The fund has been given to Japan’s space agency to administer, and it remains unclear whether that government agency is prepared to give up power to the private sector as NASA has. This quote illustrates this uncertainty:
Since the effort is just starting, both companies and JAXA are uncertain how well the fund will work. Yasuo Ishii, senior vice president of JAXA, said the agency has assigned 450 people to administer the fund, including researchers and other experts. “We used to be an R&D institution and now we’re a funder,” he said.
He said JAXA will closely monitor progress on the initial awards made through the fund. “If some don’t go well, we may terminate them.”

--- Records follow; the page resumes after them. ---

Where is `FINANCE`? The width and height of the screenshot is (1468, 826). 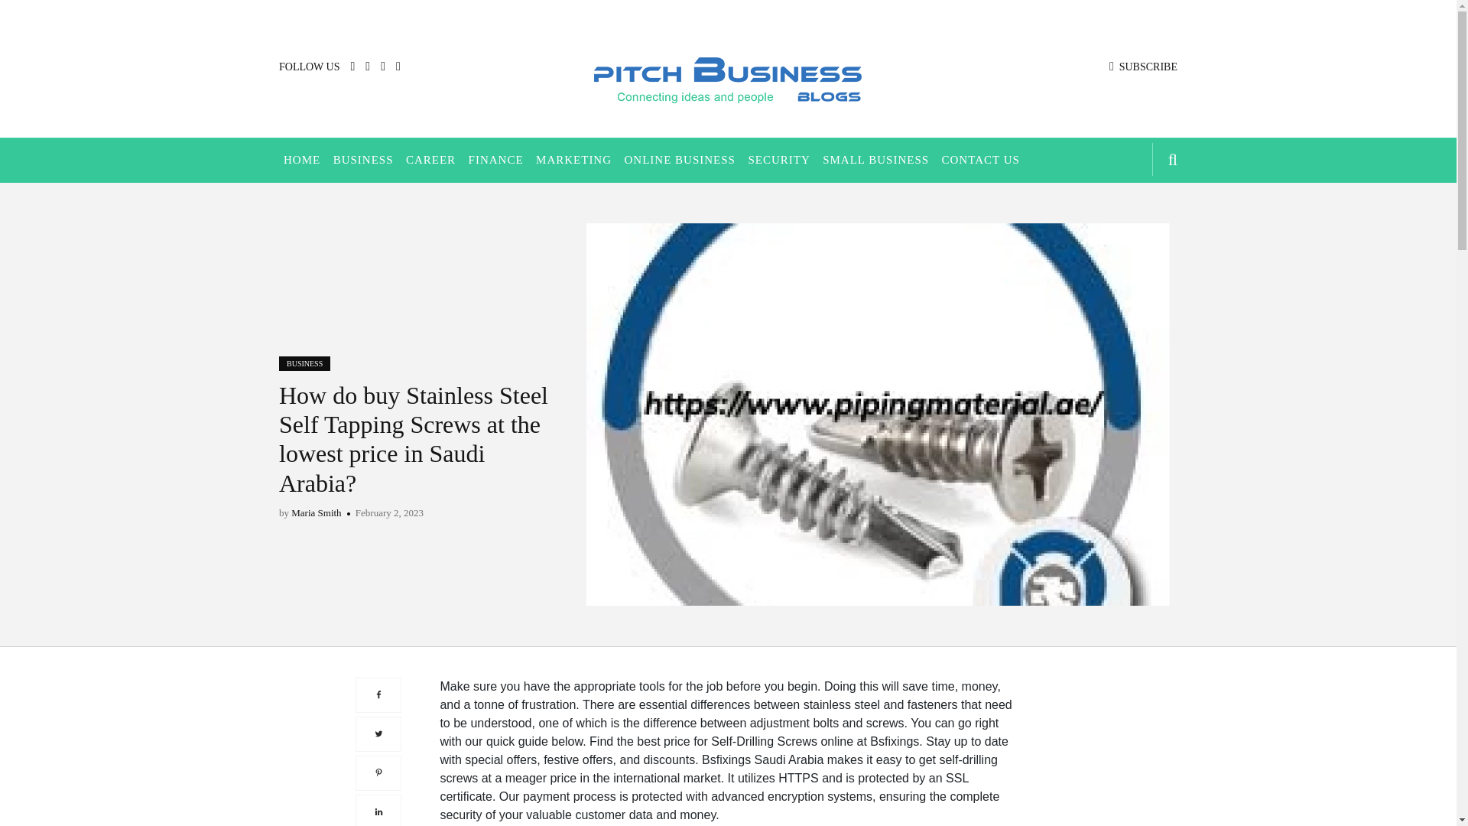 FINANCE is located at coordinates (495, 160).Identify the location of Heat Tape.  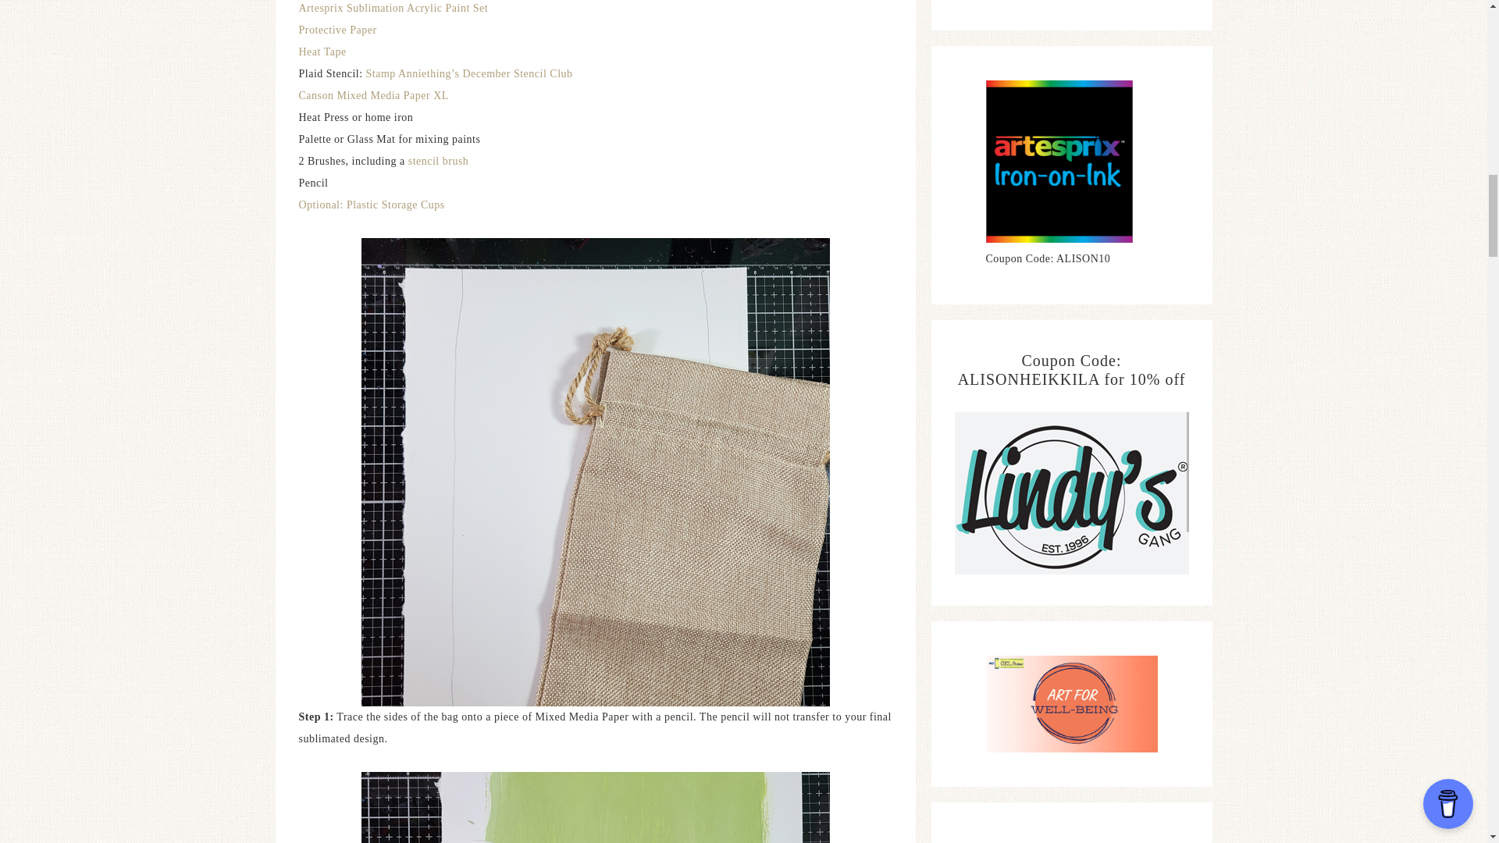
(322, 52).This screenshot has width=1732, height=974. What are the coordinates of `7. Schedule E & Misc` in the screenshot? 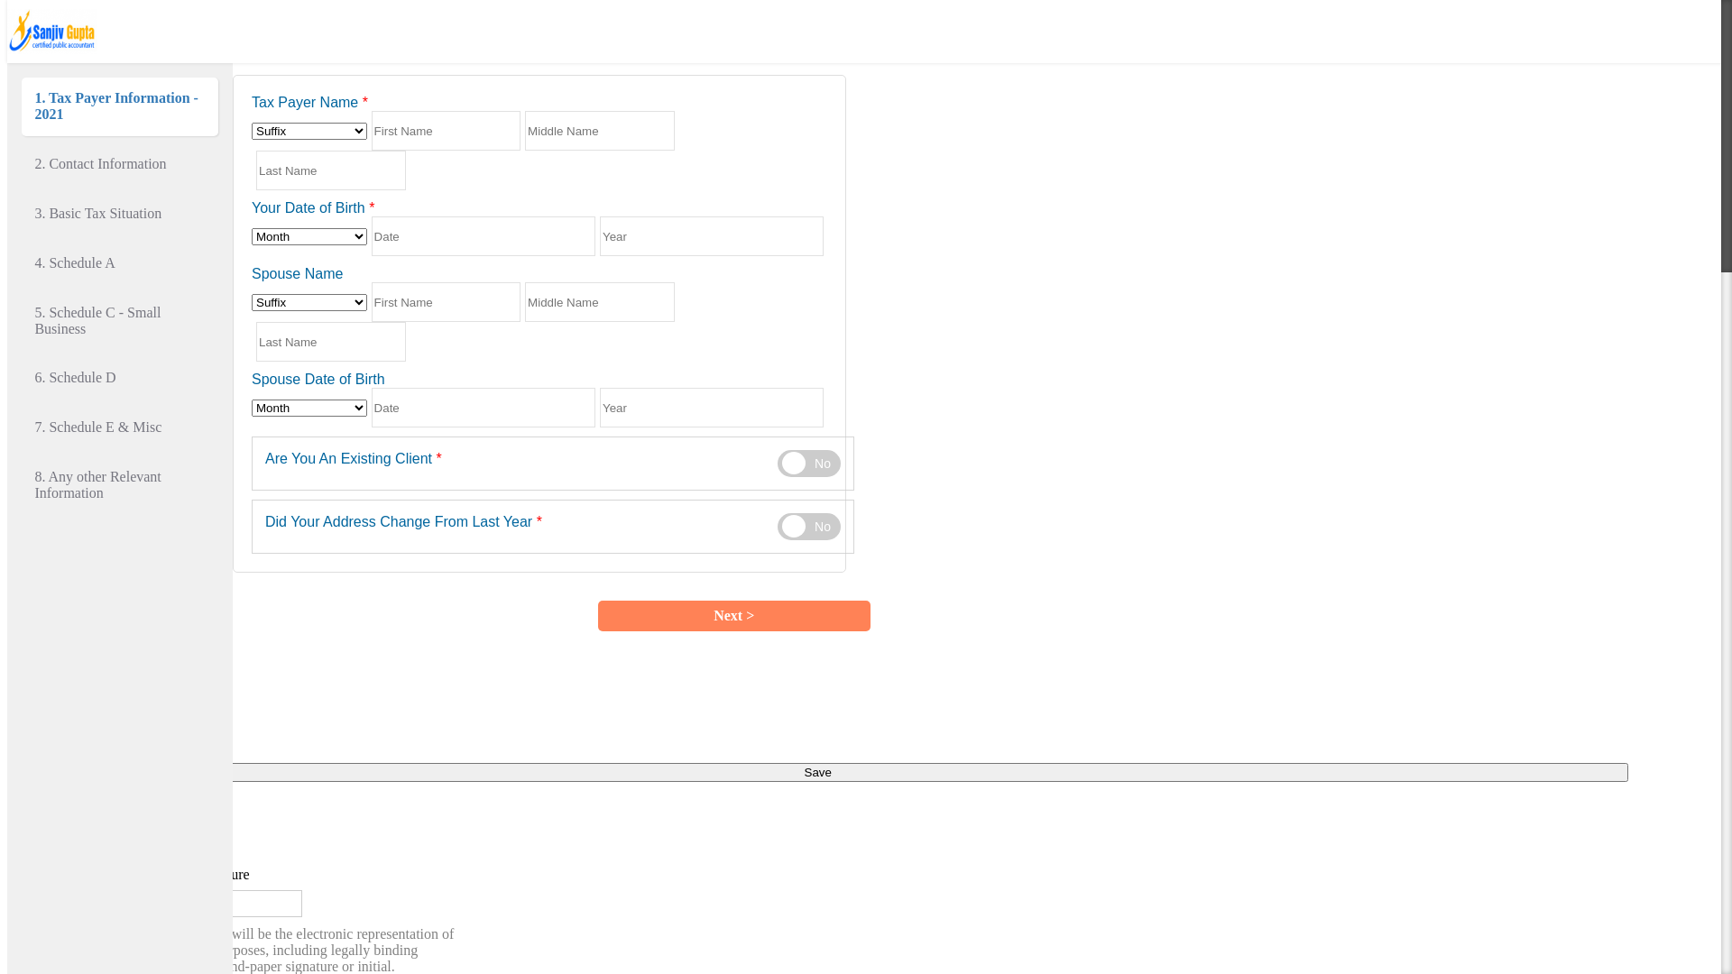 It's located at (120, 428).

It seems JAXA is so far using this fund to establish a large bureaucracy for itself, rather than issuing contracts to the private sector to build things JAXA needs.
We shall see how this plays out. The Japanese aerospace industry appears to be similar to the American space industry around 2008, with lots of old established big companies working hand-in-glove with the government space agency and a lot of small startups trying to establish themselves as competitors. In the U.S. at that time NASA was very resistant to give contracts to the startups. It took strong political pressure from within the upper levels of government, first in the Obama administration and then in the Trump administration, to force a change at NASA. Whether this will happen in Japan remains unknown.
On Christmas Eve 1968 three Americans became the first humans to visit another world. What they did to celebrate was unexpected and profound, and will be remembered throughout all human history. Genesis: the Story of Apollo 8, Robert Zimmerman's classic history of humanity's first journey to another world, tells that story, and it is now available as both an ebook and an audiobook, both with a foreword by Valerie Anders and a new introduction by Robert Zimmerman.
The print edition can be purchased at Amazon. from any other book seller, or direct from my ebook publisher, ebookit. The ebook is available everywhere for $5.99 (before discount) at amazon, or direct from my ebook publisher, ebookit. If you buy it from ebookit you don't support the big tech companies and the author gets a bigger cut much sooner.
The audiobook is also available at all these vendors, and is also free with a 30-day trial membership to Audible.
"Not simply about one mission, [Genesis] is also the history of America's quest for the moon... Zimmerman has done a masterful job of tying disparate events together into a solid account of one of America's greatest human triumphs."--San Antonio Express-News
I very much share your misgivings. Japan has a long history of expensive failures when it comes to top-down, government-led technology development initiatives. In the 1980s those failures were in areas such as software development and artificial intelligence. Now it’s space technology. I wish Japan well, but do not expect much to come of this N-th version of “we’re from the government; we’re here to help you.”
That did seem to work for China, though–supervillain zeal and all.
Japan just really does not fund space enough.
Elon Musk and China put real resources into spaceflight–something Japan just doesn’t do.
They are pretenders–I rank them after India and ESA.
The PRC has been able to achieve at least temporary success in several areas by throwing huge quantities of borrowed money and manpower at them. Space is one such. Until recently, housing and infrastructure were two others. The bloom is now seriously off the rose anent both. The same playbook is now being tried with EV autos. As the PRC population declines – especially its younger cohorts – and total indebtedness skyrockets, a reckoning will eventually be had. I think said reckoning is coming fairly soon. What the fate of shiny PRC space plans will be in the wake of economic and demographic collapse is certainly still TBD, but I’m thinking the PRC will most likely follow Russia into the ranks of former space powers.